Their country is protected from censure partly because of fears that any criticism of its actions is potentially "anti-Semitic". Some anti-Semites do use Israel as a cover, but then Israel uses that fact to tar and warn all legitimate criticism. Its governments do what they damn-well want and claim perpetual exceptionality. Their darkest deeds are thus left unscrutinised. This time though, it is suddenly dawning on some key people, among them the hapless Middle East saviour Tony Blair, that these "martyrs" could trigger another Intifada. He is urging Israeli officials to "take all measures to prevent a tragic outcome that could have serious implications for stability and security". Why, he even uttered the words "human rights". The UN and other bodies have intervened. They will all be rebuffed, so monstrous are the egos of the ultra-right wing leadership. In any case Netanyahu et al can point – and with absolute validity – at Guantanamo Bay and our own prisoners held without trial. They are all in it together.
Yasmin Alibhai-Brown: Why so little condemnation of Israel's extremism?
Kodak Had a Secret Nuclear Reactor Loaded With Enriched Uranium Hidden In a Basement
Kodak may be going under, but apparently they could have started their own nuclear war if they wanted, just six years ago. Down in a basement in Rochester, NY, they had a nuclear reactor loaded with 3.5 pounds of enriched uranium—the same kind they use in atomic warheads.
But why did Kodak have a hidden nuclear reactor loaded with weapons-grade uranium? And how did they get permission to own it, let alone install it in a basement in the middle of a densely populated city?
Phone hacking: Rebekah Brooks charged with perverting course of justice
Rebekah Brooks, the former News International chief executive, has been charged over the alleged destruction of evidence relating to phone-hacking.
The former editor of the News of the World and the Sun attended Lewisham Police station in South London where she was charged.
She was charged with five others, including her husband Charlie Brooks, who attended Hammersmith Police station in West London.
Wrong man was executed in Texas, probe says
Even "all the relatives of both Carloses mistook them," and DeLuna was sentenced to death and executed based only on eyewitness accounts despite a range of signs he was not a guilty man, said law professor James Liebman.
Liebman and five of his students at Columbia School of Law spent almost five years poring over details of a case that he says is "emblematic" of legal system failure.
The wrong Carlos: how Texas sent an innocent man to his death
A few years ago, Antonin Scalia, one of the nine justices on the US supreme court, made a bold statement. There has not been, he said, "a single case – not one – in which it is clear that a person was executed for a crime he did not commit. If such an event had occurred … the innocent's name would be shouted from the rooftops."
Scalia may have to eat his words. It is now clear that a person was executed for a crime he did not commit, and his name – Carlos DeLuna – is being shouted from the rooftops of the Columbia Human Rights Law Review. The august journal has cleared its entire spring edition, doubling its normal size to 436 pages, to carry an extraordinary investigation by a Columbia law school professor and his students.
Study: Many mammals won't be able to outrun climate change
Hundreds of species of mammals in the Western Hemisphere may not be able to migrate with the projected speed of climate change, according to a new study released Monday.
"As they have in response to past climatic changes, many species will shift their distributions in response to modern climate change," the authors write in the study. "However, due to the unprecedented rapidity of projected climatic changes, some species may not be able to move their ranges fast enough to track shifts in suitable climates and associated habitats."
With Gas Boom, Pennsylvania Fears New Toxic Legacy
In Pennsylvania, there's an industrial revolution going on. Battalions of drilling rigs are boring into the earth to extract natural gas from an underground layer of shale called the Marcellus formation.
The first one came from coal mining. All over the state, you can see bright orange rivers and streams. The aquatic life was killed by acidic runoff from abandoned mines.
Insurers find it tough to price fracking risk
From water worries to well blowouts, the inherent risks of oil and gas extraction are often played down by those in the business. But another group of profit-seekers has every reason to keep a close eye on dangers for drillers: their insurers.
Underwriters now face a politically charged problem in the perceived threats to water supplies of hydraulic fracturing.
It is time for justice for Iranian dissidents in Iraq
Outlandish is probably the polite way to describe a claim made by the U.S. State Department during a recent court hearing on the People's Mujahedin of Iran.
State Department counsel told the U.S. Court of Appeals for the District of Columbia Circuit that the U.S. government had never had access to Camp Ashraf, the town to the north of Baghdad where many PMOI activists have lived for decades.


> _TASK BRIEF_: Exact wording is required for every entry; transcribe all of them and leave the images out.

══════

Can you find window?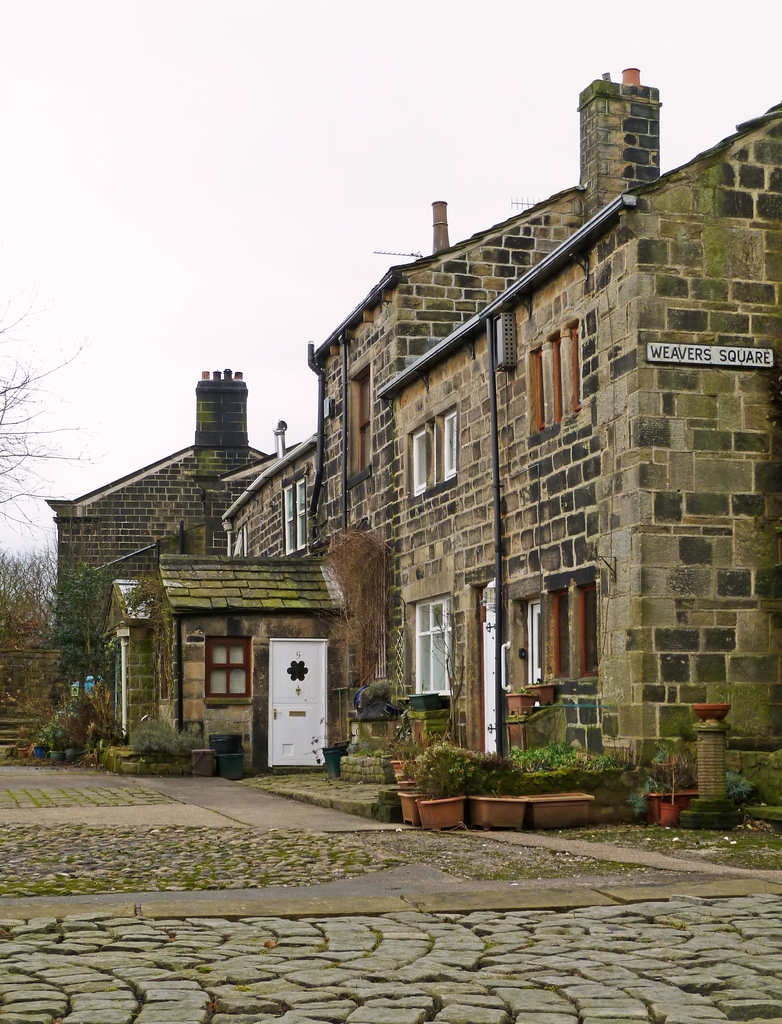
Yes, bounding box: region(203, 636, 252, 703).
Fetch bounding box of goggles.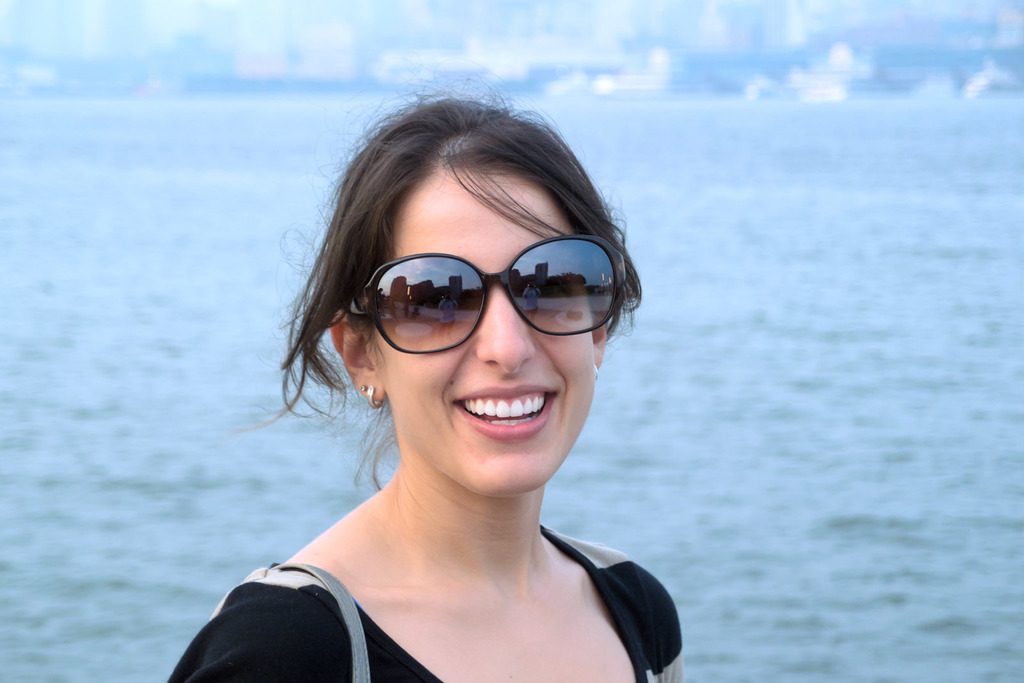
Bbox: crop(352, 234, 628, 355).
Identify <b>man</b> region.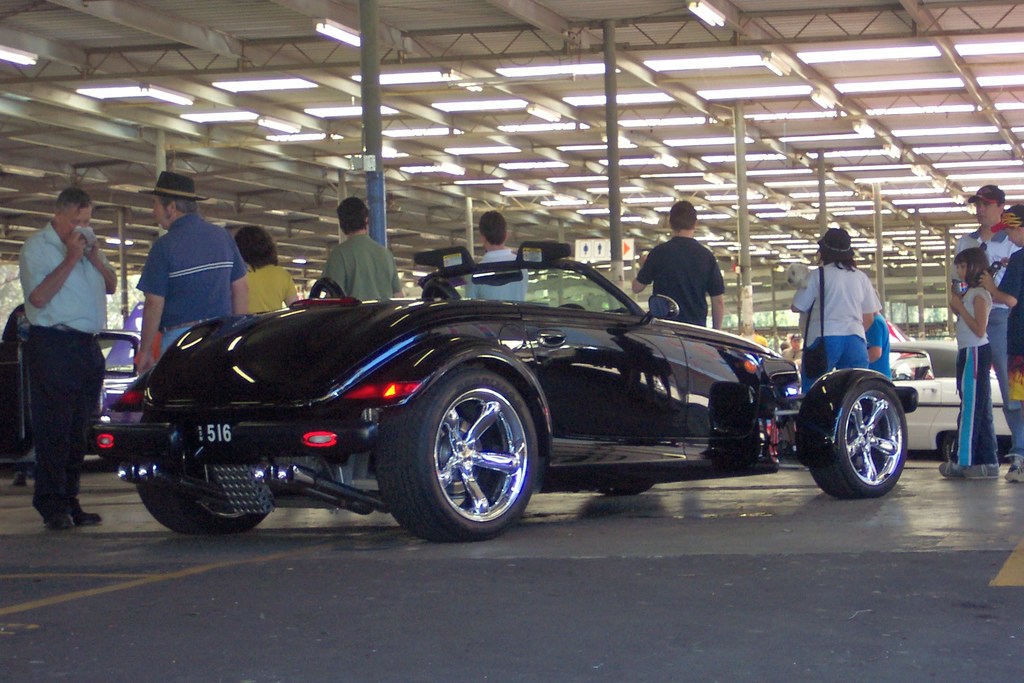
Region: pyautogui.locateOnScreen(19, 188, 118, 531).
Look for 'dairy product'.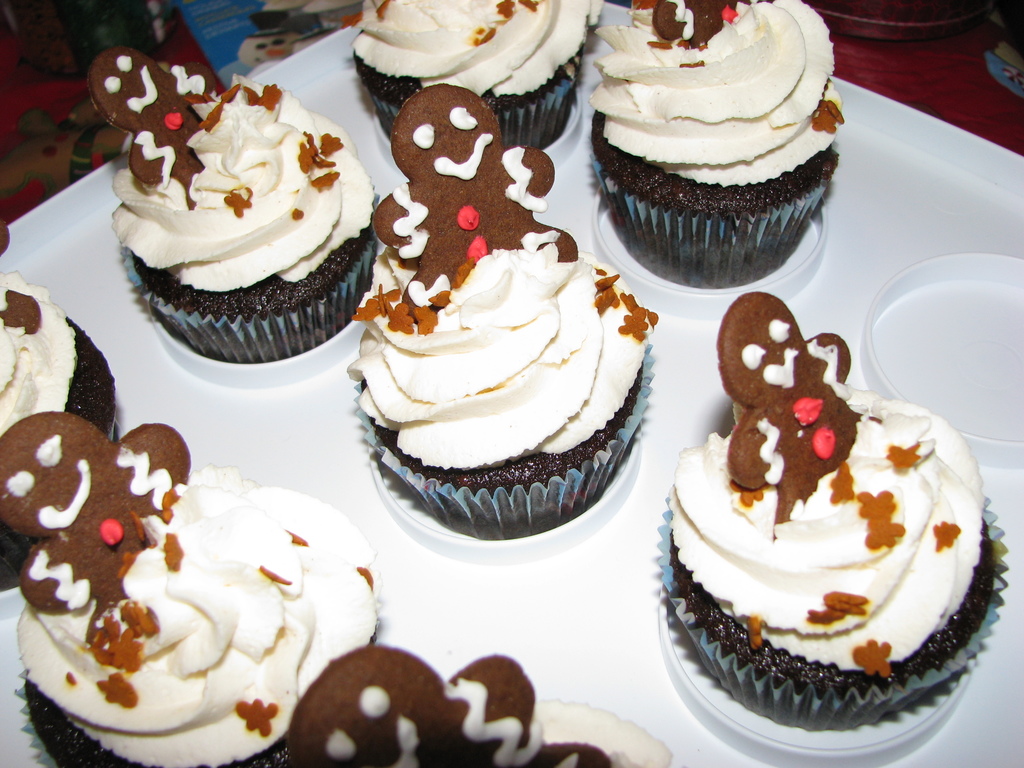
Found: (left=0, top=223, right=133, bottom=592).
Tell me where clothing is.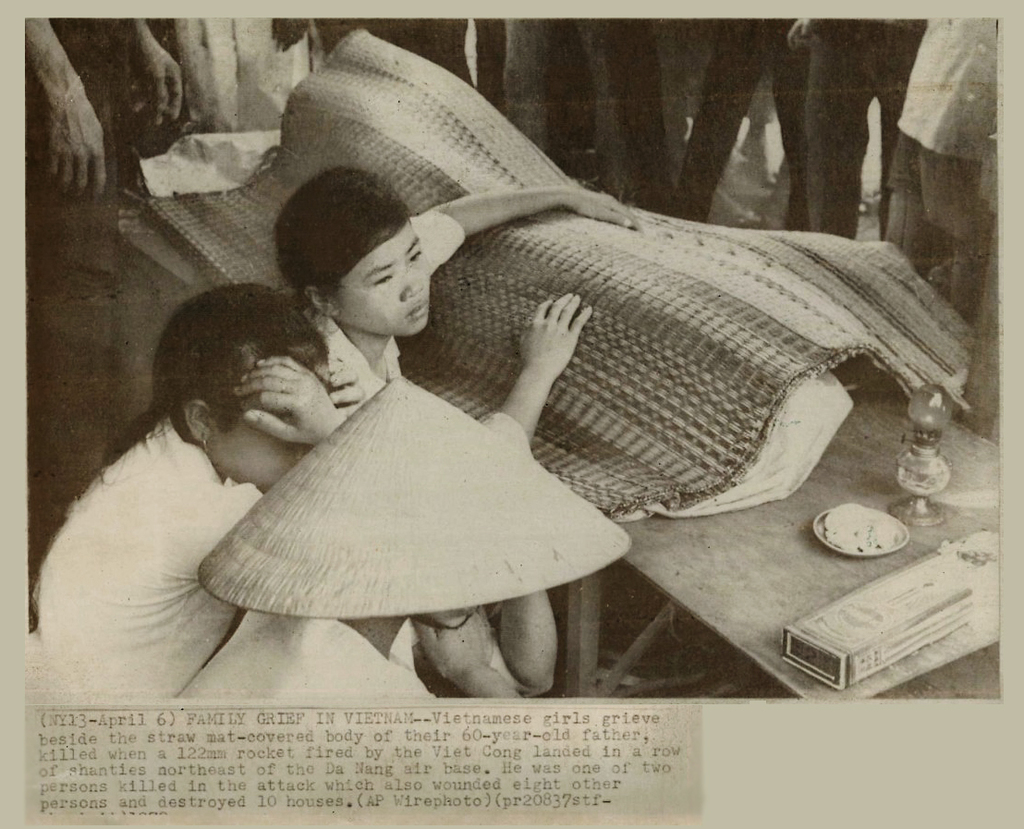
clothing is at 879,17,1002,325.
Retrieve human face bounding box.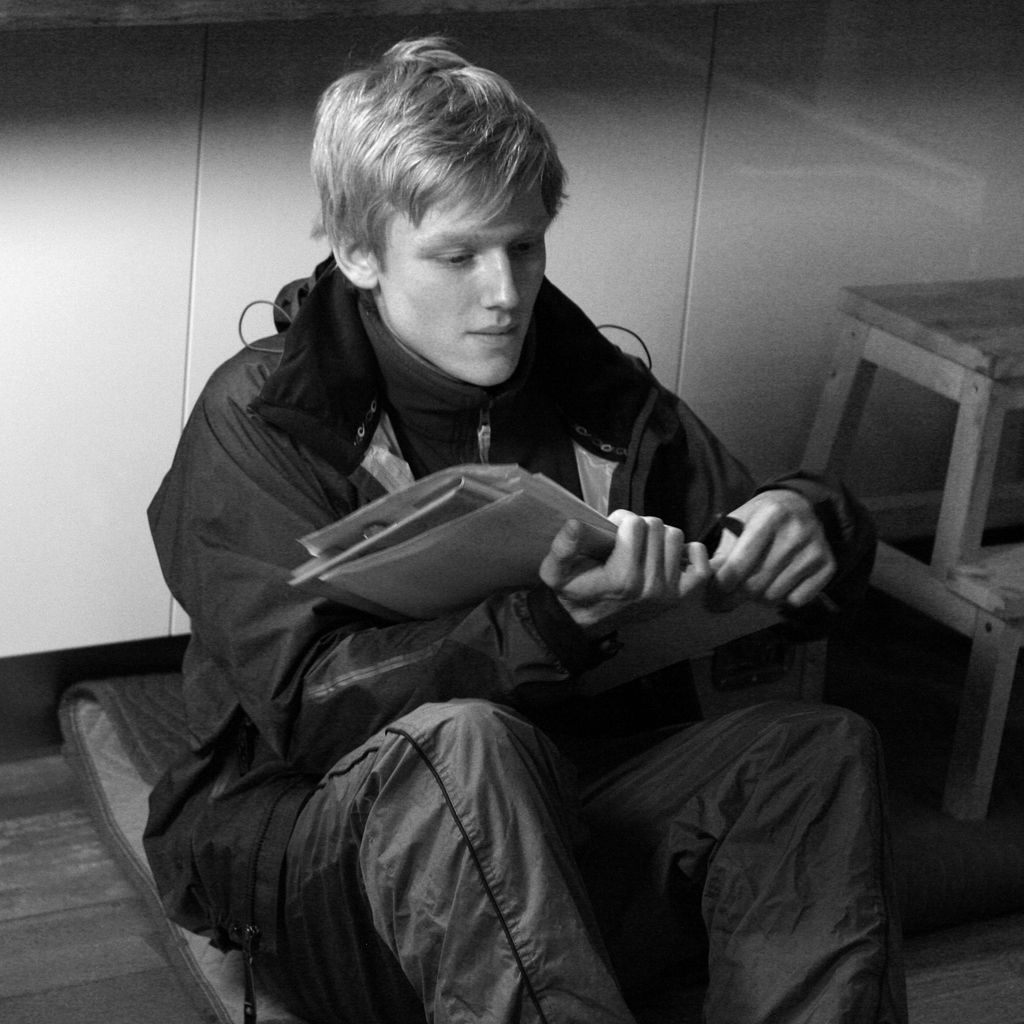
Bounding box: l=378, t=169, r=555, b=381.
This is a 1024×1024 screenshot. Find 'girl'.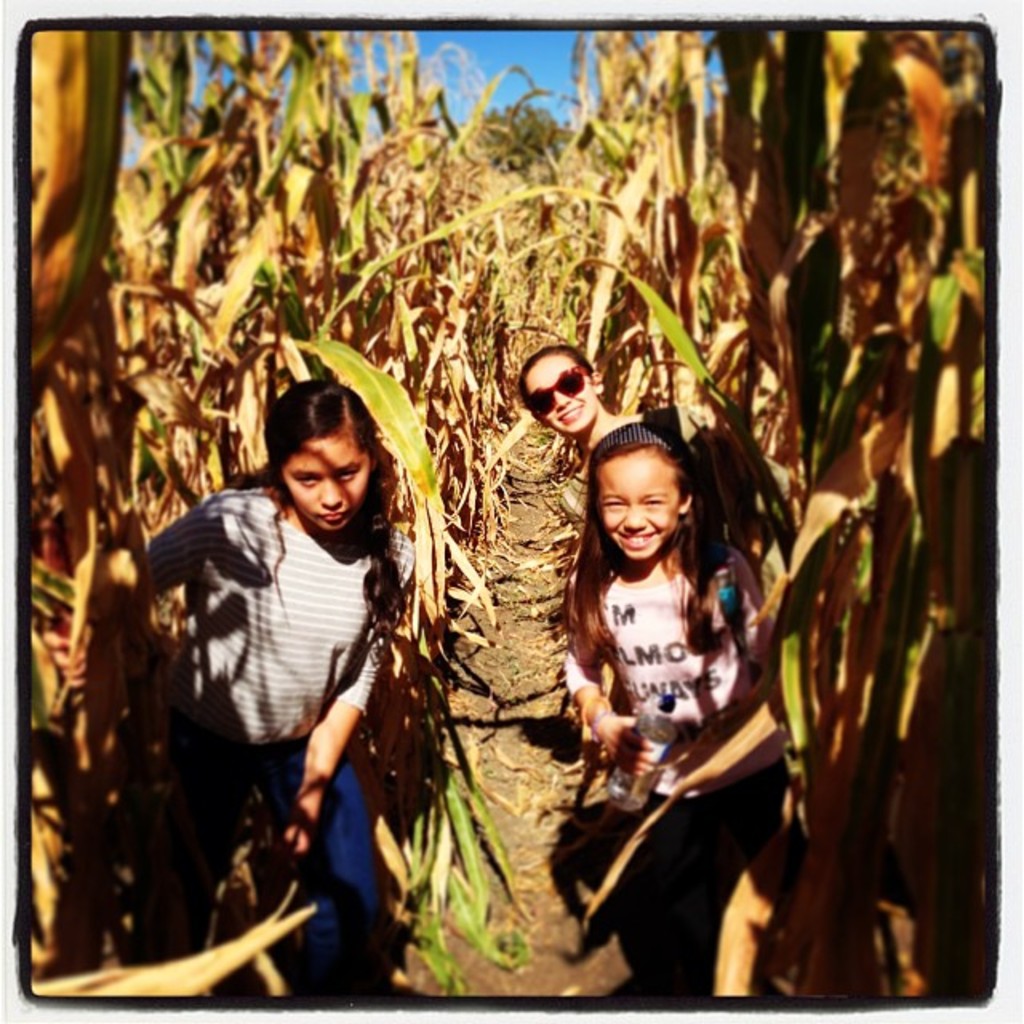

══════

> _ANSWER BOX_:
Can you find window?
Yes, bounding box: region(203, 636, 252, 703).
Fetch bounding box of goggles.
Bbox: crop(352, 234, 628, 355).
Identify <b>man</b> region.
Region: pyautogui.locateOnScreen(19, 188, 118, 531).
Look for 'dairy product'.
Found: (left=0, top=223, right=133, bottom=592).
Tell me where clothing is.
clothing is at 879,17,1002,325.
Retrieve human face bounding box.
Bounding box: l=378, t=169, r=555, b=381.
This is a 1024×1024 screenshot. Find 'girl'.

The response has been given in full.